Rainbow Six: Siege - Beta impressions
'Okay, so we'll hit both skylights at once.'
Our four previous attempts at clearing the building have amounted to nothing, but this time we're taking it seriously. It's 2am and once eager chatter has given way to a tired determination - it's a superstition not to go to bed on a loss, but we've been losing for the last two hours and our tactical edge is starting to blunt.
'We'll take the top floor all at once. Lots of aggression, follow in the flashbangs and we'll do this easily'
We're back at the game over screen in 120 seconds. Our failure was punctuated by several explosions and a particularly embarrassing team-killing incident.
'We just got unlucky on that back staircase guys, next time' I mutter, defensively, omitting the part where I emptied half a magazine into a team-mate in a sleep-deprived haze.
We previewed Rainbow Six: Siege on Bit-Tech during the multiplayer Alpha earlier in the year, but it seems unfair to judge a game based on a very early Alpha, so I wanted to take a better look at what makes it tick.
I've written several articles on Rainbow Six and given a couple of talks about the game so it's fair to say that I'm something of a rabid fanboy for the series. As a result, I was nervous about the news that Rainbow Six: Patriots was going to be cancelled and in its place we'd be getting a five on five tactical shooter.
The early preview in the Alpha gave me some problems too: the destruction wasn't substantial enough and the movement speed and the gameplay felt too quick - it felt more like an arcade shooter than the return to classics I'd been expecting, with operatives running and gunning to take down the enemy team. I was worried that this game would feel like a watered down Rainbow Six experience.
I'm not so worried now. Ubisoft have managed to slow the game right down and the destruction feels like the most advanced I've seen so far, creating plenty of opportunities for the enterprising counter terrorist.
This destruction is actually core to the game's appeal, and it is what lends the game most of its replayability. The maps on offer here are compact, containing a single building - a french embassy, a military killhouse, a suburban family home.
Every one of these buildings is intricately designed and my internal walls will come apart under sustained gunfire or explosives.The difference to Battlefield here is that it's not a case of explosions levelling walls - although that can happen - it's being able to shoot a hole in the wall and then put your barrel through it, or blowing up a floor with a grenade to shoot at the targets below.
Some of the most interesting aspects of the Beta come from the cooperative terrorist mode: your team of up to five players assaults a fortified structure full of terrorists with the aim of clearing out the structure - while it's definitely been affected by the passing of time, and the design is a little more cluttered now, this is the first time I really felt echoes of the earlier series.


-- TASK ITEM --
The output should be every line below that includes the word "Heights".

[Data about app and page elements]
:::::

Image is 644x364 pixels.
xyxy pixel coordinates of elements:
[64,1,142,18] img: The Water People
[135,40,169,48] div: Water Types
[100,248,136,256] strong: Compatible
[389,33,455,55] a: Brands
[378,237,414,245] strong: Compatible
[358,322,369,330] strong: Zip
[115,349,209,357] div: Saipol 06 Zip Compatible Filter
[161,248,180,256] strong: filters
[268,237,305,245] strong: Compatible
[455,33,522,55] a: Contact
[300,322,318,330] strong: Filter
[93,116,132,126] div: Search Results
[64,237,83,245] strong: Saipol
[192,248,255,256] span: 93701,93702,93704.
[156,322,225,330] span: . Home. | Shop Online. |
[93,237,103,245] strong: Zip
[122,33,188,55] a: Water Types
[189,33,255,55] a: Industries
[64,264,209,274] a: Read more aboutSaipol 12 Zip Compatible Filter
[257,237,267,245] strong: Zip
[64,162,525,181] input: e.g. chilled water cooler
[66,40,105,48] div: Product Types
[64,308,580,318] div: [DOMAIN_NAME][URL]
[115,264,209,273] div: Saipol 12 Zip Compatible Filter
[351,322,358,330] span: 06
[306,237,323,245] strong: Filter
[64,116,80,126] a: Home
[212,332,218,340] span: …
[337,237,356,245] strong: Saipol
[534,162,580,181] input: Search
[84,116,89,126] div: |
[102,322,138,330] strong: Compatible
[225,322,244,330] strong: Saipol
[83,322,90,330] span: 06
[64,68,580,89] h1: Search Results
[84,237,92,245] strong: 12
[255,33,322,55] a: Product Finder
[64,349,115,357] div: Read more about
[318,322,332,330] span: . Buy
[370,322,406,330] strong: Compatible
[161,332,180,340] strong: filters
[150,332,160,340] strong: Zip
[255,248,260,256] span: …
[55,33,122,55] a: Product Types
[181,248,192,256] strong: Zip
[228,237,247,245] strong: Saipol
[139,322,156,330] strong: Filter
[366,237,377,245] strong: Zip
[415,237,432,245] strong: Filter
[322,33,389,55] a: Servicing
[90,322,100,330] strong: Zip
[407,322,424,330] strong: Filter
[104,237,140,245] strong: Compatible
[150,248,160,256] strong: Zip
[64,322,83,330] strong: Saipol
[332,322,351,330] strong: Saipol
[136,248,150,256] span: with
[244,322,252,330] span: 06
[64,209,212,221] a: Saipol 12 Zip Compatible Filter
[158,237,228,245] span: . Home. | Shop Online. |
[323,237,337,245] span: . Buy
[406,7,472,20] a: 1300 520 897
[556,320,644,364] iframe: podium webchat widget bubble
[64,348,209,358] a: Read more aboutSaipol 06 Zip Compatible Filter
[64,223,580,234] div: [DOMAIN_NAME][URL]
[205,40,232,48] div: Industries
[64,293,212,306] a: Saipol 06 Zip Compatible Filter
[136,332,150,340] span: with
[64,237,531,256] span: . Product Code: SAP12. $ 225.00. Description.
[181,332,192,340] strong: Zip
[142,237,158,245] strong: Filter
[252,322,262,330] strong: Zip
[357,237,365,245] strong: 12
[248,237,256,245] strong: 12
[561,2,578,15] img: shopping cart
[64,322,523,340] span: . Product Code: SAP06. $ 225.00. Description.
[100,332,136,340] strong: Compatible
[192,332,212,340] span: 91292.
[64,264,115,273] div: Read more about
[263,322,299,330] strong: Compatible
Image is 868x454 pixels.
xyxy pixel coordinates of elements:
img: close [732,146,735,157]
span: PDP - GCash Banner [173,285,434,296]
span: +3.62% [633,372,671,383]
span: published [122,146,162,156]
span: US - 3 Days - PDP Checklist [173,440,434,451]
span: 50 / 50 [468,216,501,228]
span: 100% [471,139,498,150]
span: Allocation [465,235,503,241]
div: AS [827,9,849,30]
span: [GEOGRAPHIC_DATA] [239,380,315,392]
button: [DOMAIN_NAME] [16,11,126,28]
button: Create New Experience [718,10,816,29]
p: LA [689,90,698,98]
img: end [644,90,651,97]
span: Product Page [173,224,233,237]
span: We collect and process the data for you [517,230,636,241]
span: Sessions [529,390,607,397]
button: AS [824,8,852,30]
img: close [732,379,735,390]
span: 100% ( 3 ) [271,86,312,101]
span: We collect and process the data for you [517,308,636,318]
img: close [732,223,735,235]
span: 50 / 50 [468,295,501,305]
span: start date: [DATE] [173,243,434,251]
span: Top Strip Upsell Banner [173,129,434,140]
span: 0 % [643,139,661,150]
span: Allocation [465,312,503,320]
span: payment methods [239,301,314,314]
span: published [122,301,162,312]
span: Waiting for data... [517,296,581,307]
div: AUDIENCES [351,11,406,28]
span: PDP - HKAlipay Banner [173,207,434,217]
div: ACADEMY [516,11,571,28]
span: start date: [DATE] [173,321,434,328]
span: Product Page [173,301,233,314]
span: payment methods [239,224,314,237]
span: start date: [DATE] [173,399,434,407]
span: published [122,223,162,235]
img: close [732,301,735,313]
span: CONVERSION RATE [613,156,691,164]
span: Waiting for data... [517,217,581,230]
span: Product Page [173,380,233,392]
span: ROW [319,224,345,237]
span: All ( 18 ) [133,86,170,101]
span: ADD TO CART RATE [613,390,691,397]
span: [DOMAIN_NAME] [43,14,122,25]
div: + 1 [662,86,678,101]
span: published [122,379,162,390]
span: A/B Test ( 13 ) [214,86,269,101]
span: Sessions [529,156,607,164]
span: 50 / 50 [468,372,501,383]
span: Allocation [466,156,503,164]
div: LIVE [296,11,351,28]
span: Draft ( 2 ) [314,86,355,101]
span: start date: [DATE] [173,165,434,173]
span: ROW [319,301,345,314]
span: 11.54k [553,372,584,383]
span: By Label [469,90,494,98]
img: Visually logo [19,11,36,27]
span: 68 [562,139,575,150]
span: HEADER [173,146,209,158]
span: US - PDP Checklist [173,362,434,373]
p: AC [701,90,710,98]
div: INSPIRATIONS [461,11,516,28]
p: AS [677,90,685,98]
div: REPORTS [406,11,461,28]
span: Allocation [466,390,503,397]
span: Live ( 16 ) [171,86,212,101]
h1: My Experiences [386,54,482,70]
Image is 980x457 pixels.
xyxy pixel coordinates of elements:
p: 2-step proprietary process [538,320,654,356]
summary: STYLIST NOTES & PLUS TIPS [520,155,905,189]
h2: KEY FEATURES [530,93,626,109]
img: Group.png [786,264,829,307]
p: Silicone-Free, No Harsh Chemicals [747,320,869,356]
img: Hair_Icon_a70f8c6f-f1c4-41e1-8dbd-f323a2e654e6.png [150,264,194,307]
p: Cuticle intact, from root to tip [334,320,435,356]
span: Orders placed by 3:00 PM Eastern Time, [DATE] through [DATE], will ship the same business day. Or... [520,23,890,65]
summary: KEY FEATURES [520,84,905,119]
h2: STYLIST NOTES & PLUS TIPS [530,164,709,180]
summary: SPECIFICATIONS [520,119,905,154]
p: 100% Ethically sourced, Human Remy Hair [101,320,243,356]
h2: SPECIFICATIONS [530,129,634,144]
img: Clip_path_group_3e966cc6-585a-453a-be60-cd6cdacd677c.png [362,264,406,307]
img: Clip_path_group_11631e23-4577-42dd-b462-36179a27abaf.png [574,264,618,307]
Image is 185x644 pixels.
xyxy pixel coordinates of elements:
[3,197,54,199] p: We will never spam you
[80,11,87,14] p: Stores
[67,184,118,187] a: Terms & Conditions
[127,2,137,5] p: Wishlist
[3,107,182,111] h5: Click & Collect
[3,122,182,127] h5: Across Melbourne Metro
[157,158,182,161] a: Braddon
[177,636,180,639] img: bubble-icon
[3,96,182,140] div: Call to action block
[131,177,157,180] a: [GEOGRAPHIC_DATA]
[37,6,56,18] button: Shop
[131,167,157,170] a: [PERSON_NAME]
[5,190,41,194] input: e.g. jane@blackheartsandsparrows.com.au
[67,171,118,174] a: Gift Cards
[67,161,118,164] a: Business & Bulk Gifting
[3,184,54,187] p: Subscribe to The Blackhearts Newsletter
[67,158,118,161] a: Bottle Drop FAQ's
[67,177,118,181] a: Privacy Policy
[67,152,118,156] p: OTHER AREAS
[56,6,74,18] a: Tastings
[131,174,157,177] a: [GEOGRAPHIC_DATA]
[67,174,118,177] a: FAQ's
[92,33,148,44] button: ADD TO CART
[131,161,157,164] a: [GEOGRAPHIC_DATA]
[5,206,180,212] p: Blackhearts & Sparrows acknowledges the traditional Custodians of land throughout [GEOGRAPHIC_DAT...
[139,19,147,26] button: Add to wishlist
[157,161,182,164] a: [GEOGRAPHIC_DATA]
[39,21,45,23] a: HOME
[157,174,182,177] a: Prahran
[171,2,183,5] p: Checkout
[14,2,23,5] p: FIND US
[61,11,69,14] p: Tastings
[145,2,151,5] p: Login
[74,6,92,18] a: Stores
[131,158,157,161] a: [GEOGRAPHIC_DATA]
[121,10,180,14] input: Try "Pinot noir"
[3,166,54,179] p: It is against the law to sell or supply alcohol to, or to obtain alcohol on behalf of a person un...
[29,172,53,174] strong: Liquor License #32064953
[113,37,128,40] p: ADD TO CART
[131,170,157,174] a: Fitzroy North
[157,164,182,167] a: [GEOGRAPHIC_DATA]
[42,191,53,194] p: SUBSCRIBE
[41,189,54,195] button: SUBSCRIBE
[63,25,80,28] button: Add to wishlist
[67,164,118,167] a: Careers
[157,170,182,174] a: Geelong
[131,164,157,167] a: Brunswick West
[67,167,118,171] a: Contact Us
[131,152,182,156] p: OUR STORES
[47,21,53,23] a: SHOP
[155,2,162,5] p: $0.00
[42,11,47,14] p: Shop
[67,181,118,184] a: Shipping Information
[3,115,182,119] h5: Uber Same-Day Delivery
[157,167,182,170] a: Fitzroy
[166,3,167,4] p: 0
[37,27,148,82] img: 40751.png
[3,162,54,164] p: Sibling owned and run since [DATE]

:::::

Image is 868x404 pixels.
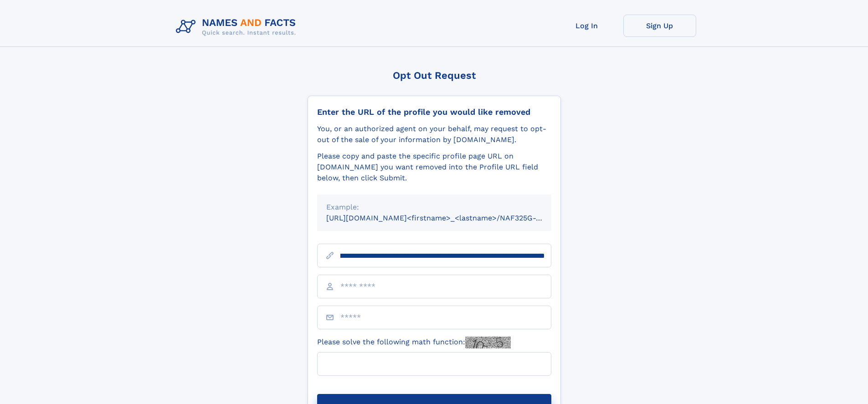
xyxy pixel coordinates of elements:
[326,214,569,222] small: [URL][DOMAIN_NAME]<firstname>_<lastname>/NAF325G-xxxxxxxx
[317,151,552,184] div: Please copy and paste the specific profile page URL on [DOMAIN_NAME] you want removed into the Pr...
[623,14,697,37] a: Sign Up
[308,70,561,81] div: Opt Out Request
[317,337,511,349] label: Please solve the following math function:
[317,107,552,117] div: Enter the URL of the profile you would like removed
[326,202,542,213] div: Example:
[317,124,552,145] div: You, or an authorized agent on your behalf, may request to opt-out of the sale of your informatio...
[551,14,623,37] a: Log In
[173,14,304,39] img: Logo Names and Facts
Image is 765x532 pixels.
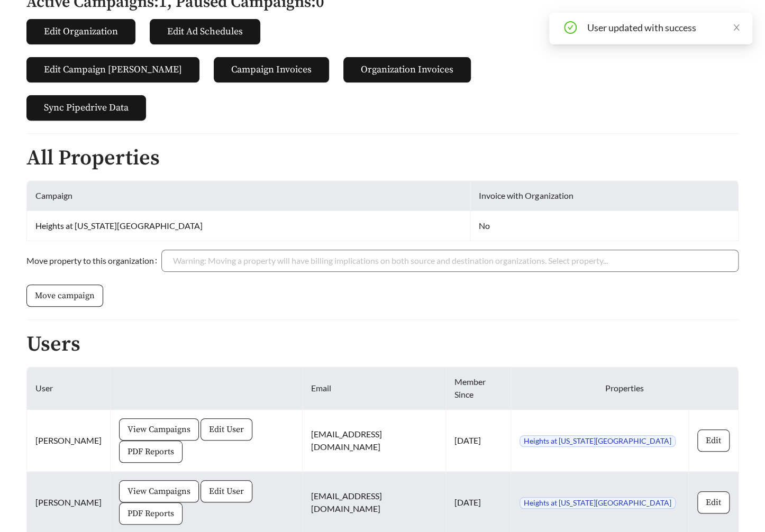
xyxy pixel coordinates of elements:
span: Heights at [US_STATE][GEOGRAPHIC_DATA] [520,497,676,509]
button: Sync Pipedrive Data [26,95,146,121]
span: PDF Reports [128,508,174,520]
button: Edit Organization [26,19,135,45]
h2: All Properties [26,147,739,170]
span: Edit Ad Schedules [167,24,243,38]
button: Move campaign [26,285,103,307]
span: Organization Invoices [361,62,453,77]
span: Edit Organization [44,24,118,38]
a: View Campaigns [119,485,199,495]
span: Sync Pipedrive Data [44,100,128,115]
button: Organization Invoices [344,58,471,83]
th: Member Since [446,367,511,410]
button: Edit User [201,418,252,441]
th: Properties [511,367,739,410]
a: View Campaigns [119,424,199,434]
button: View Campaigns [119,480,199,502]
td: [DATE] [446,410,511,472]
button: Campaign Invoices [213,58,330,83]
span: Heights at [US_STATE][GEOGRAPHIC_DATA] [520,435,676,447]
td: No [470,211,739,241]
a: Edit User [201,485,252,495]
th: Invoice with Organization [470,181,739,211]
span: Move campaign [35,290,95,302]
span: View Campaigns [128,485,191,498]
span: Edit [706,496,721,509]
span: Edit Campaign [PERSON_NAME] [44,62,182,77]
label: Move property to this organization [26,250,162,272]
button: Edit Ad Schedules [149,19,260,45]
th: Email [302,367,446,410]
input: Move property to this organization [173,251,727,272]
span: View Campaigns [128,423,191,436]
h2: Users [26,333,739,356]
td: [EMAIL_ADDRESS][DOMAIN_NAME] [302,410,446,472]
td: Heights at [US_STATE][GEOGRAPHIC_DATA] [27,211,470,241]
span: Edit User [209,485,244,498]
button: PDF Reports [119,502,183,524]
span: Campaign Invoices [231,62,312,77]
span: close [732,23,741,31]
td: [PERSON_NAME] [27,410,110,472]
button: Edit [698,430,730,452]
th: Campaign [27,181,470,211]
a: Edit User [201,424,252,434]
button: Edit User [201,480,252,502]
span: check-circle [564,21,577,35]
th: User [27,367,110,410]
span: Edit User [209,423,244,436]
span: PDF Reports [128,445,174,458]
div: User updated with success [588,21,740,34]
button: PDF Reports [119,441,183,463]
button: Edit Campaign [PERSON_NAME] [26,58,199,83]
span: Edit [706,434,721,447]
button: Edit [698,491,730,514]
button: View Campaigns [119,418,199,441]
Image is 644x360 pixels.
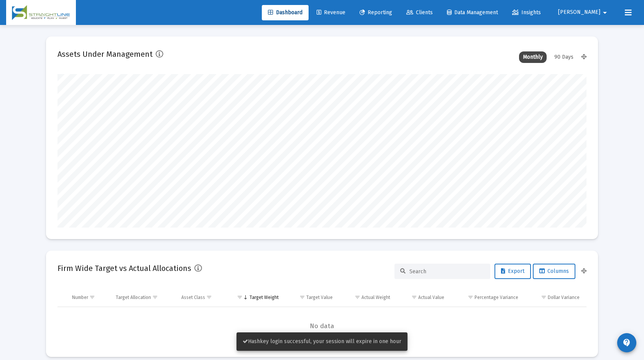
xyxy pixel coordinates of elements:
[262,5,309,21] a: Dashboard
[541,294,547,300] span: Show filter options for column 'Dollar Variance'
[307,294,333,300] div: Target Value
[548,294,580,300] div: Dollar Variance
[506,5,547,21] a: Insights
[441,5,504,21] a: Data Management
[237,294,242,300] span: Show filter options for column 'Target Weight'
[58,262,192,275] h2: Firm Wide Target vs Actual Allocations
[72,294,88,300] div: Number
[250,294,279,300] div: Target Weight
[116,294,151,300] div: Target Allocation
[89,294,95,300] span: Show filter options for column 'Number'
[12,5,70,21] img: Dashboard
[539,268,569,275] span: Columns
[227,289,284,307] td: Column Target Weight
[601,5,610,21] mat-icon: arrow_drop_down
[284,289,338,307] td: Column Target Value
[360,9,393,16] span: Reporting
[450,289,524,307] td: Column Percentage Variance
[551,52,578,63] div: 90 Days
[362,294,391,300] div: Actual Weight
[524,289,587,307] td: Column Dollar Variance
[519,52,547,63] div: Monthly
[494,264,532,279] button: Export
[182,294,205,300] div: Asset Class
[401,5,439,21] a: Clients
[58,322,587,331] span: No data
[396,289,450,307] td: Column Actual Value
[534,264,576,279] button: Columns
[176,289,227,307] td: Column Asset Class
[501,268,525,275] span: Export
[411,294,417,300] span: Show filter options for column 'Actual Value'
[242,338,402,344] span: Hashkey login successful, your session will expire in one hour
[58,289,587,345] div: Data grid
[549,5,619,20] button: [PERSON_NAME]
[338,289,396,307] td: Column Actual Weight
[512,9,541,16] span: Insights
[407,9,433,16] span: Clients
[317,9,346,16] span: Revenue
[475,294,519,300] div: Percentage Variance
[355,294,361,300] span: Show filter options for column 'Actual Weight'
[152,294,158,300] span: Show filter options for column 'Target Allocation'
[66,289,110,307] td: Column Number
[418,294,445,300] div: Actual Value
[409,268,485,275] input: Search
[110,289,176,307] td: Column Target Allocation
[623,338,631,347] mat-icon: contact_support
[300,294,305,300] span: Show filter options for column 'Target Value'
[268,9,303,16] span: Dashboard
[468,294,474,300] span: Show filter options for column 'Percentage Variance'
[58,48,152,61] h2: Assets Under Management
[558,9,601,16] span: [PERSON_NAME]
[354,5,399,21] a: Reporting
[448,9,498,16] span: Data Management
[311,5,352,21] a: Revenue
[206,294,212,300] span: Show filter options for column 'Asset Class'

:::::

-- SOLUTION --
span: Heights at [US_STATE][GEOGRAPHIC_DATA] [520,497,676,509]
span: Heights at [US_STATE][GEOGRAPHIC_DATA] [520,435,676,447]
td: Heights at [US_STATE][GEOGRAPHIC_DATA] [27,211,470,241]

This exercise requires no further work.